Metaverse at scale implies some fairly dramatic increases in computational resources and, to a lesser extent, bandwidth.
Some believe the next-generation internet could require a three-order-of-magnitude (1,000 times) increase in computing power, to support lots of artificial intelligence, 3D rendering, metaverse and distributed applications.
The issue is how that compares with historical increases in computational power. In the past, we would expect to see a 1,000-fold improvement in computation support perhaps every couple of decades.
Will that be fast enough to support ubiquitous metaverse experiences? There is reasons for both optimism and concern.
The mobile business, for example, has taken about three decades to achieve 1,000 times change in data speeds, for example. We can assume raw compute changes faster, but even then, based strictly on Moore’s Law rates of improvement in computing power alone, it might still require two decades to achieve a 1,000 times change.

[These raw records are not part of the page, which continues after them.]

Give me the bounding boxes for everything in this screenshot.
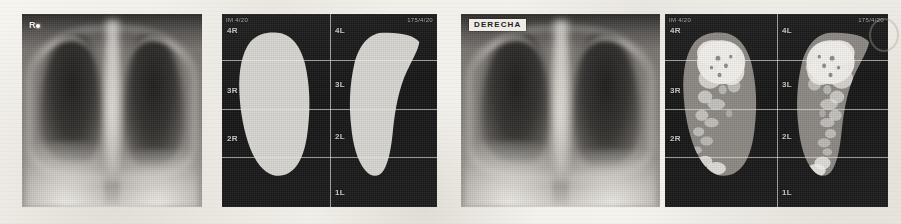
left-lung-mask bbox=[345, 31, 422, 178]
overlay-image-4: 4R 3R 2R 4L 3L 2L 1L IM 4/20 175/4/20 bbox=[665, 14, 888, 207]
zone-grid-line-v1 bbox=[330, 14, 331, 207]
acquisition-text-top-left-4: IM 4/20 bbox=[669, 17, 691, 23]
acquisition-text-top-left-2: IM 4/20 bbox=[226, 17, 248, 23]
right-lung-mask bbox=[237, 31, 314, 178]
right-hemidiaphragm bbox=[26, 141, 105, 207]
laterality-annotation-derecha: DERECHA bbox=[469, 19, 526, 31]
radiograph-figure: R 4R 3R 2R 4L bbox=[0, 0, 901, 224]
zone-label-3l: 3L bbox=[782, 80, 792, 89]
left-hemidiaphragm bbox=[568, 149, 656, 207]
zone-label-3r: 3R bbox=[670, 86, 681, 95]
acquisition-text-top-right-2: 175/4/20 bbox=[407, 17, 433, 23]
mediastinum-spine bbox=[554, 20, 569, 174]
zone-label-4l: 4L bbox=[782, 26, 792, 35]
acquisition-text-top-right-4: 175/4/20 bbox=[858, 17, 884, 23]
zone-label-4r: 4R bbox=[670, 26, 681, 35]
zone-label-2l: 2L bbox=[782, 132, 792, 141]
zone-label-1l: 1L bbox=[782, 188, 792, 197]
mediastinum-spine bbox=[106, 20, 120, 174]
right-lung-mask-overlay bbox=[681, 31, 761, 178]
panel-chest-radiograph-1[interactable]: R bbox=[22, 14, 202, 207]
left-hemidiaphragm bbox=[119, 149, 198, 207]
calibration-dot-icon bbox=[36, 24, 40, 28]
zone-grid-line-v1 bbox=[777, 14, 778, 207]
left-lung-mask-overlay bbox=[792, 31, 872, 178]
zone-label-2r: 2R bbox=[670, 134, 681, 143]
segmentation-image-2: 4R 3R 2R 4L 3L 2L 1L IM 4/20 175/4/20 bbox=[222, 14, 437, 207]
radiograph-image-1 bbox=[22, 14, 202, 207]
right-hemidiaphragm bbox=[465, 141, 553, 207]
panel-chest-radiograph-3[interactable]: DERECHA bbox=[461, 14, 660, 207]
zone-label-1l: 1L bbox=[335, 188, 345, 197]
panel-lung-segmentation-2[interactable]: 4R 3R 2R 4L 3L 2L 1L IM 4/20 175/4/20 bbox=[222, 14, 437, 207]
side-marker-r: R bbox=[29, 20, 36, 30]
radiograph-image-3 bbox=[461, 14, 660, 207]
panel-lung-overlay-4[interactable]: 4R 3R 2R 4L 3L 2L 1L IM 4/20 175/4/20 bbox=[665, 14, 888, 207]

For digital infrastructure, a 1,000-fold increase in supplied computing capability might well require any number of changes. Chip density probably has to change in different ways. More use of application-specific processors seems likely.
A revamping of cloud computing architecture towards the edge, to minimize latency, is almost certainly required.
Rack density likely must change as well, as it is hard to envision a 1,000-fold increase in rack real estate over the next couple of decades. Nor does it seem likely that cooling and power requirements can simply scale linearly by 1,000 times.
Still, there is reason for optimism. Consider the advances in computational support to support artificial intelligence and generative AI, to support use cases such as ChatGPT.
“We've accelerated and advanced AI processing by a million x over the last decade,” said Jensen Huang, Nvidia CEO. “Moore's Law, in its best days, would have delivered 100x in a decade.”
“We've made large language model processing a million times faster,” he said. “What would have taken a couple of months in the beginning, now it happens in about 10 days.”
In other words, vast increases in computational power might well hit the 1,000 times requirement, should it prove necessary.
And improvements on a number of scales will enable such growth, beyond Moore’s Law and chip density. As it turns out, many parameters can be improved.
“No AI in itself is an application,” Huang says. Preprocessing and post-processing often represents half or two-thirds of the overall workload, he pointed out.
By accelerating the entire end-to-end pipeline, from preprocessing, from data ingestion, data processing, all the way to the preprocessing all the way to post processing, “we're able to accelerate the entire pipeline versus just accelerating half of the pipeline,” said Huang.
The point is that metaverse requirements--even assuming a 1,000-fold increase in computational support within a decade or so--seem feasible, given what is happening with artificial intelligence processing gains.